It shouldn’t have taken this long
Yesterday was a banner day. I swapped the old Texas tags on the truck for new California plates. The transition took a long time. It took longer than getting a new driver’s license. It took longer than processing my voter registration. It took longer than securing my Golden Bear state parks pass.
This started in January when I drove to a smog check station. The truck passed, but the tech said he couldn’t find the number on the catalytic converter. I said it was repaired in Texas and had passed smog there for several years. He said that I might need to replace the converter. He wasn’t allowed to issue a smog certificate unless he could see that number or there was a sticker in the door frame from the smog referee.
Wut?
I took the truck to a repair shop and told them the sad story. The owner called me the next day to say that he’d called three reliable suppliers and couldn’t find another converter. The truck was just too old. He said maybe the smog referee could help.
This was the second time someone spoke of this magical wizard, smog referee.
About six weeks later, I drove to a hard-won appointment inside the auto shop classroom complex at Modesto Junior College. One of the instructors was a smog referee. He saw the problem right away: the catalytic converter was installed upside down. He said it needed to be reinstalled right-side up. After making that repair and replacing a pair of hoses, I could get on his dance card again.
That took another month. But as he applied the magical approval sticker inside the door frame, he explained why he was called a referee. I was playing the game right. But they had to call foul on the truck because the converter was upside down. Even though the techs likely did that to better clear the cage that keeps it from getting stolen, doing so also makes it more likely to start a grass fire. That’s also part of the game. People steal converters for the precious metals; other people install unauthorized converters. To be fair to those with antique autos or a repaired converter, especially newcomers like me, they call in a referee.
Victory in hand–or so I thought–I drove straight to the DMV to register. The title was still in Mark’s name. I collected the paperwork to transfer it to my name, but the agent refused. I told her I brought the paperwork on advice of another agent there. She said that agent was wrong. She said that I needed to fix this problem in Texas. I told her that I didn’t have a Texas address anymore, how could I possibly fix this? (That’s fraud prevention 101: States don’t issue vehicle titles to out-of-state residents, and titles don’t get forwarded in the mail.) She lost her temper and left the counter. I stood there, blinking back tears for several minutes while she pretended to do something a few desks away. She wasn’t escalating to a manager. She came back with a sticky note that had the main phone number for the Texas Department of Motor Vehicles. Gobsmacked, I left.

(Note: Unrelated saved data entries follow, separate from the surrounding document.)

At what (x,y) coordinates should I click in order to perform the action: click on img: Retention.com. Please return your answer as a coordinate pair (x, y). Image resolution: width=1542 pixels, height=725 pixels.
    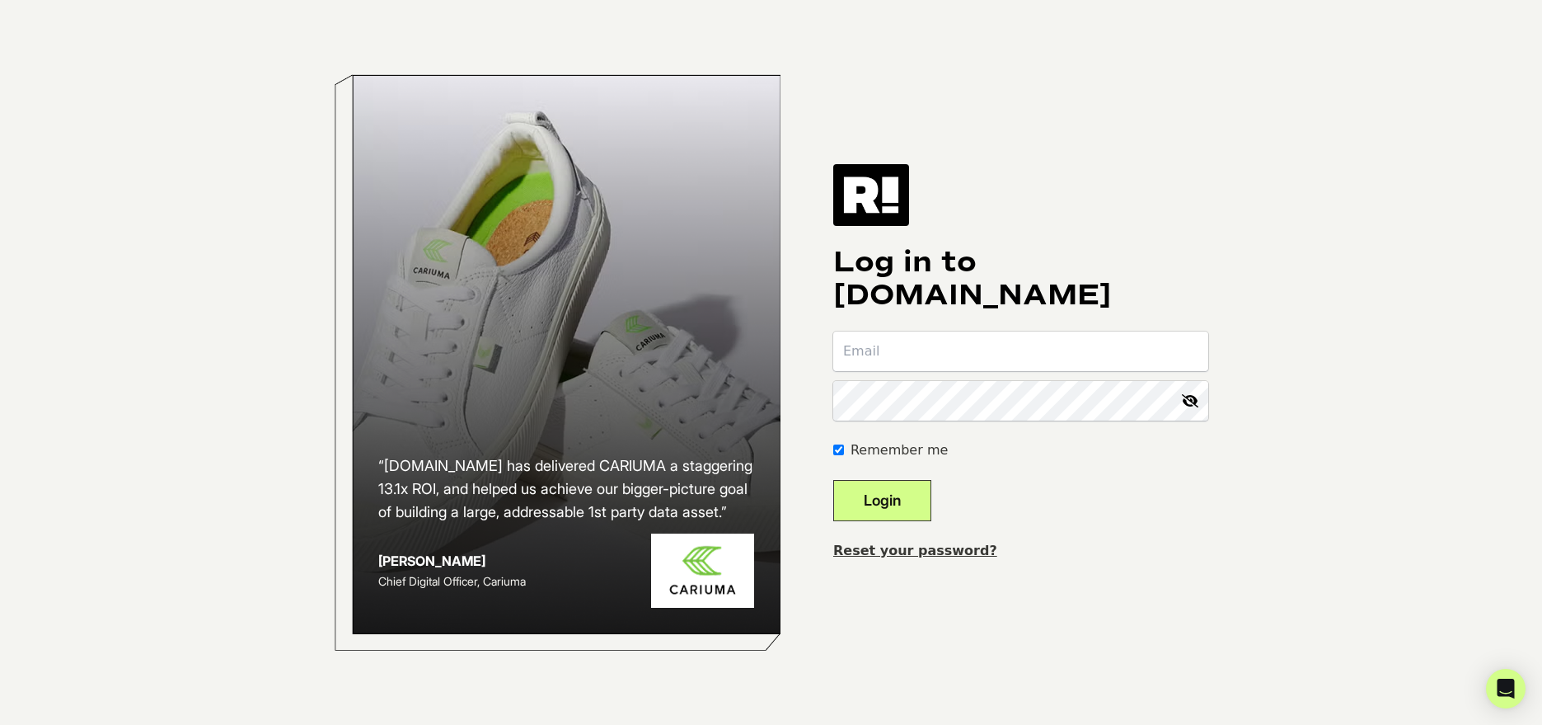
    Looking at the image, I should click on (871, 195).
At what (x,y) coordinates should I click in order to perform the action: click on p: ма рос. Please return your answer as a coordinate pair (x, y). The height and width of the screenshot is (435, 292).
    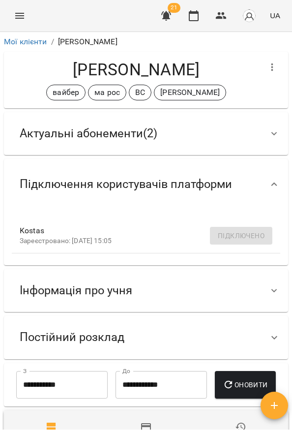
    Looking at the image, I should click on (107, 92).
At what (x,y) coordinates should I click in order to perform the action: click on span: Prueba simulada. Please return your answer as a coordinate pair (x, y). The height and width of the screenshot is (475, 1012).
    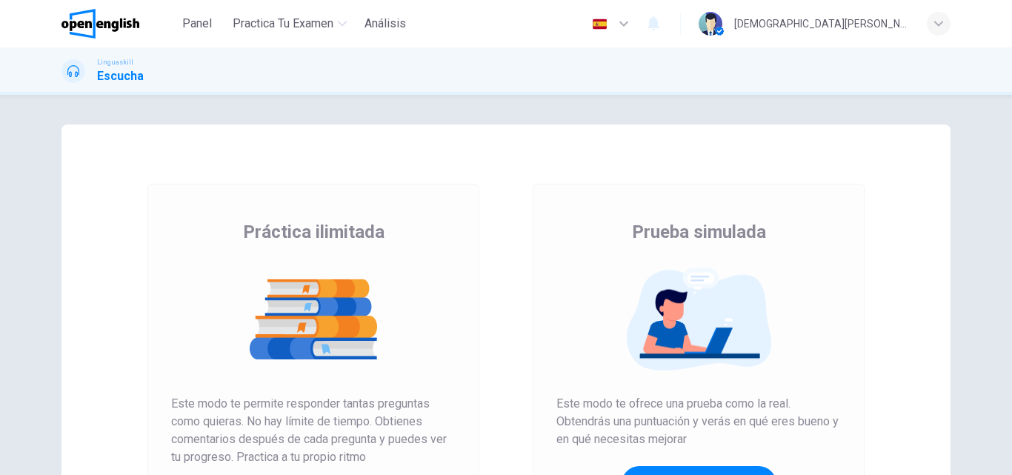
    Looking at the image, I should click on (698, 232).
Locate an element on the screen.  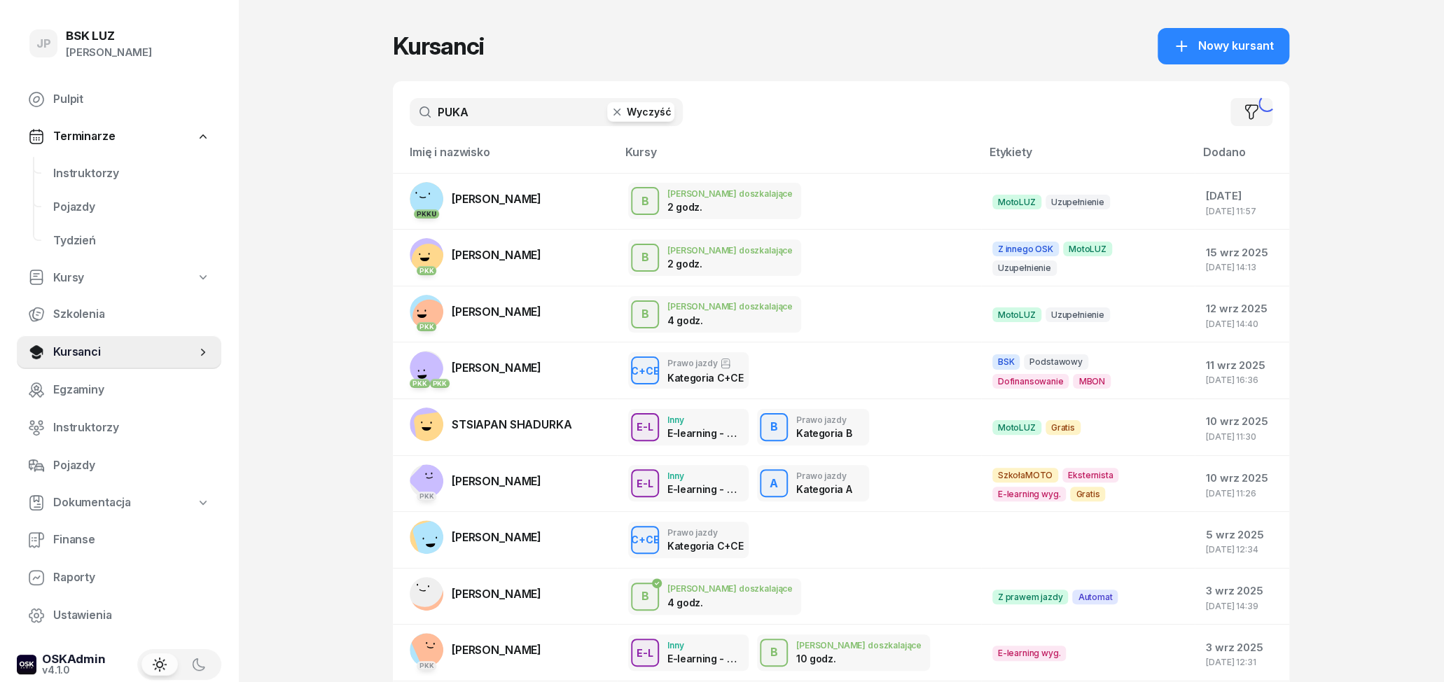
div: E-L is located at coordinates (645, 427).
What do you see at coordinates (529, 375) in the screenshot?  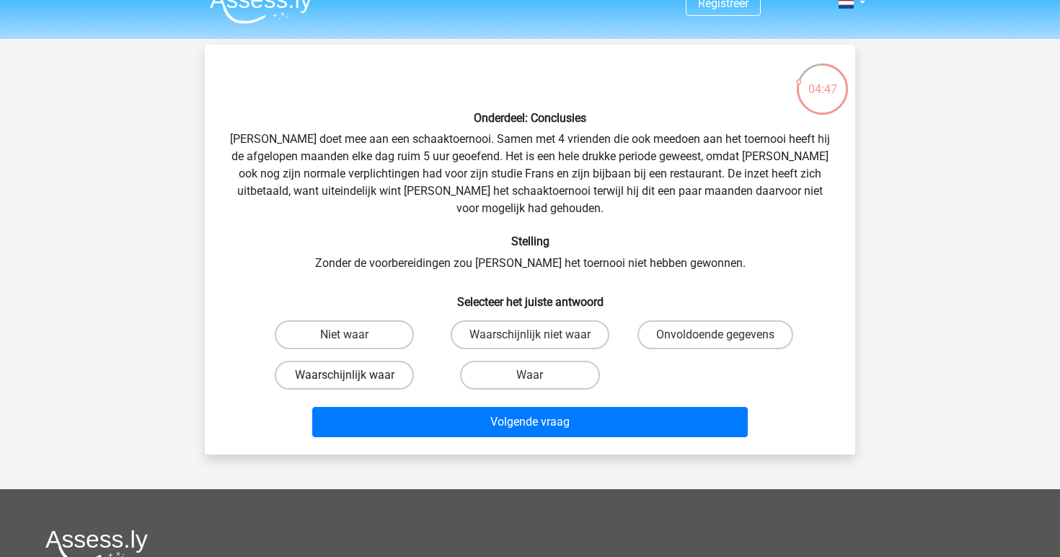 I see `label: Waar` at bounding box center [529, 375].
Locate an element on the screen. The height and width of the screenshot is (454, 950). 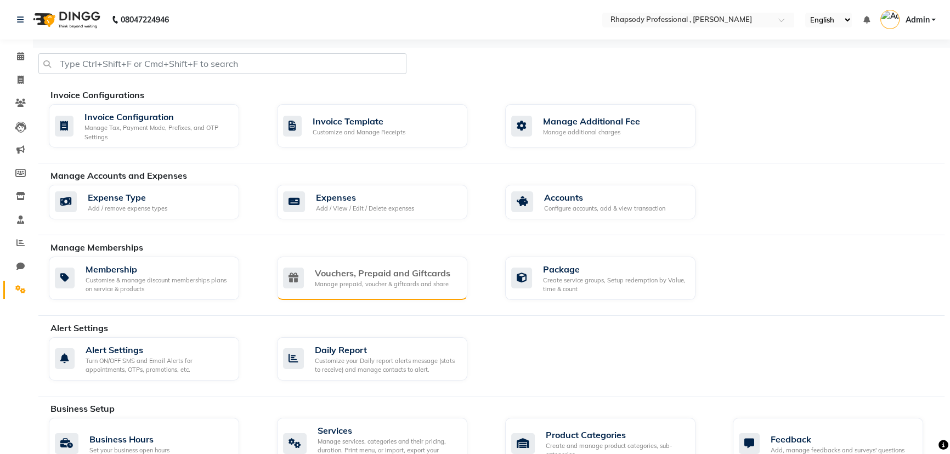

When I got home, I called the number. I would have laughed darkly, but I felt for those Texans who call and wonder whether any live person answers in that bureaucratic maze. I just couldn’t laugh. Eventually, I found my way to a state employee who decided to be the title referee that day. She came up with a Plan A and a Plan B to solve the problem.
A month later, the replacement title arrived via my son and daughter-in-law, who still live in Texas and where I “reside” when I visit.
Back to California DMV for my third time at bat. Just to put the best bow on the experience ever, the Modesto streets department closed nearly every route leading to the DMV yesterday. Only because of my many, many, many visits already did I manage to get into the parking lot from the one remaining back alley street entrance.
The agent who helped me yesterday must’ve seen something in my face. She looked and looked at that title. I tried not to panic. I told her I had to fly back to Texas to cure it–you all weren’t going to register the truck otherwise. She finally stopped looking and started typing.
Sam and I recently started sharing “the best thing that happened today” over dinner. I told him he might think that the best thing that happened today was getting California tags on the truck, which Sam cheered, of course. But actually the best thing was this: the DMV could have assessed five or six months worth of penalties and backdated the registration to December. But the agent quietly waived it all. A small gesture, but lovely nonetheless.
What a story! You have the patience of Job. Thank goodness for her kindness at the end of the process.
I love the usage of the word “referee” here. Ha!
Me, too. At first I thought it was imaginative, but it describes the role exactly right.
I have always heard that California is a weird place in many ways. I had a horrible time trying to simply pump gas when we visited Palm Springs. But this one takes the cake. You have taught us all another lesson in life-if we ever move to sunny California! One more hurdle down! Best to you both!
Julie,
For some reason, I have never forgotten this story from Milwaukee-Journal Sentinel when I was a teenager about the intractable dysfunction of bureaucracy — not so much what the story was fully about, except to recall that it was human nature to create it, not just in government, but in business life, too. But the scene-setting the writer did to start the story, my gosh! It started with an Egyptian fellow trying to renew his driver’s license in that country’s apparently notoriously Byzantine bureaucracy. This poor fellow, after multiple days without success, hurled himself out of an upper floor window of the government building where he was trying to fix the problem. I’ve always wondered whether that’s why our DMV buildings are always squat little affairs.